Now here I was, over a year later, sitting in Mr. Davis’s class, in a changed world that our teacher was in no rush to recognize. I kept looking at Jimmy, but he was concentrating on the front of the room, waiting to see what would be thrown our way.
I expected Mr. Davis to yell. But instead he started quietly.
“This is a day,” he began, “that will live in infamy. Our country has been attacked from within.”
He stopped for a moment and looked at all of us. He appeared genuinely horrified—sleepless, haunted, angry.
“I’ve had it up to here with this so-called
equality,
” he continued, saying the last word as if it were a curse. “It was bad enough when we called it
tolerance.
This isn’t a question of
rights.
This is a question of
right.
What next? Are we going to start having serial killers elected as President? I’ll bet some of you would like that.”
I saw Jimmy’s posture draw to attention and immediately knew he was going to say something. Part of me wanted to stop him, to prevent the trouble that it would lead to. But part of me wanted him to speak up…because I knew that I wouldn’t.
“Haven’t we already had serial killers as President?” Jimmy said levelly, not bothering to raise his hand. “Insofar as we’ve had Presidents responsible for needless deaths in a calculated, premeditated way. That’s nothing new. But I’m interested—do you think you can liken him to a criminal because he’s gay, or is it the fact that he’s Jewish?”
“Oh, you have all the answers now, do you?” Mr. Davis didn’t leave the front of the room, but he turned to face Jimmy directly. This was one of his favorite responses when he was presented with a statement he didn’t agree with—
Oh, you have all the answers now, do you?
Jimmy had already been asked this when he’d pointed out that the Founding Fathers were far from flawless and that the Constitution and Bill of Rights were best viewed as starter documents, not ends in themselves, or else we’d still have slavery, black men would still be three-fifths citizens, and women wouldn’t be able to vote at all. Mr. Davis viewed this as taking things out of context, but Jimmy insisted it was actually putting them
into
context.
Now we didn’t have the benefit of hundreds of years’ worth of hindsight. History was happening at this very moment, and the only context Mr. Davis would allow was his own.
“Is the world now yours?” he asked Jimmy. “Am I just supposed to step aside? Because that’s not going to happen.” He paused, and for a second I thought he was done. But then he said, almost offhand, “I’ve had enough of you. Get out of my class.”
Jimmy didn’t look like he was about to go anywhere. If anything, he sat more firmly in his seat.
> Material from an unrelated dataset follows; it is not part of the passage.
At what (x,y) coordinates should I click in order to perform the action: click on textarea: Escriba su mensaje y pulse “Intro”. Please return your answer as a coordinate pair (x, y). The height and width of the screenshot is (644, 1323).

“Get out of your class?” he said. “No.”
I started to do what I always do when a moment is too much for me—I started noticing the wrong things. That Mr. Davis’s tie was green and blue. That Keisha had put down her pen, and it was about to roll off her desk. No, she caught it. And Mr. Davis’s voice rose as he said, “No? What, do you think you’re in control here? I believe that I’m the teacher, and this is my classroom.
Get out.
”
Jimmy stayed seated, stayed calm. I knew his expressions so well—even the way he breathed—and I couldn’t spot a single hesitation, any shade of doubt. All the hesitations and doubts seemed to have been placed within me, fidgeting in my seat, looking to the clock for help, wanting to explode. I imagined Mr. Davis in fake fatigues, thinking war was a game. Re-enacting it as one. Playing at killing.
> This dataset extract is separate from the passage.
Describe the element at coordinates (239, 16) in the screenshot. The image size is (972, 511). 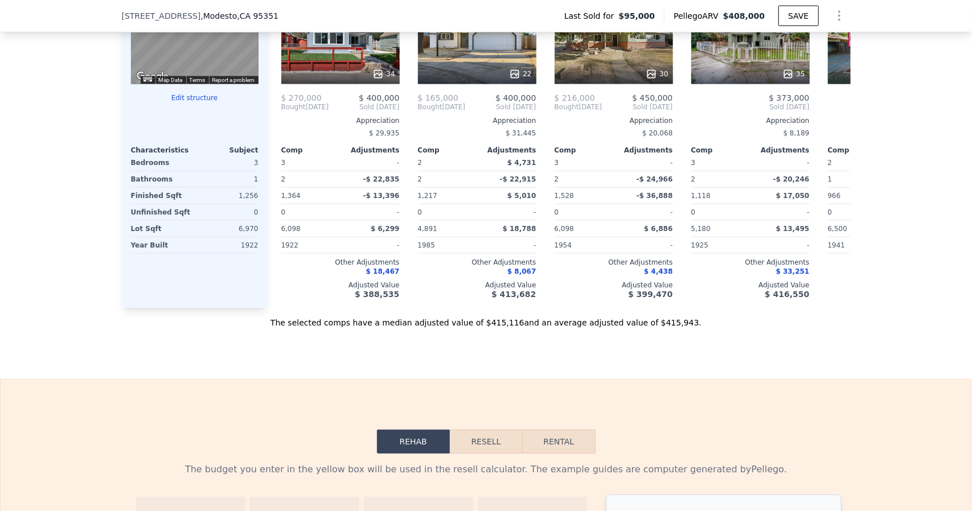
I see `span: , Modesto` at that location.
Jimmy looked Mr. Davis right in the eye and said, his voice barely conversational, “This might be your classroom, Mr. Davis, but this is as much my school as yours. It is as much my town as yours. And it is damn well as much my country as yours.”
“Is it?” Mr. Davis snorted. “What have
you
done for this country, Mr. Jones? Have you fought for it? Have you even
supported
it? No, you’ve just tried to tear it down. I’ve known kids like you all my life. So
idealistic.
But you have no clue how the world really works. You think you’re going to get a Great Community through
equality
and
kindness
? You are going to have your ass handed to you. Weakness is never a strength. You might think you’re strong right now, but mark my words, you are not. You are nothing more than a small, ungrateful mongrel, and you are going to get out of my classroom if I have to throw you out myself.”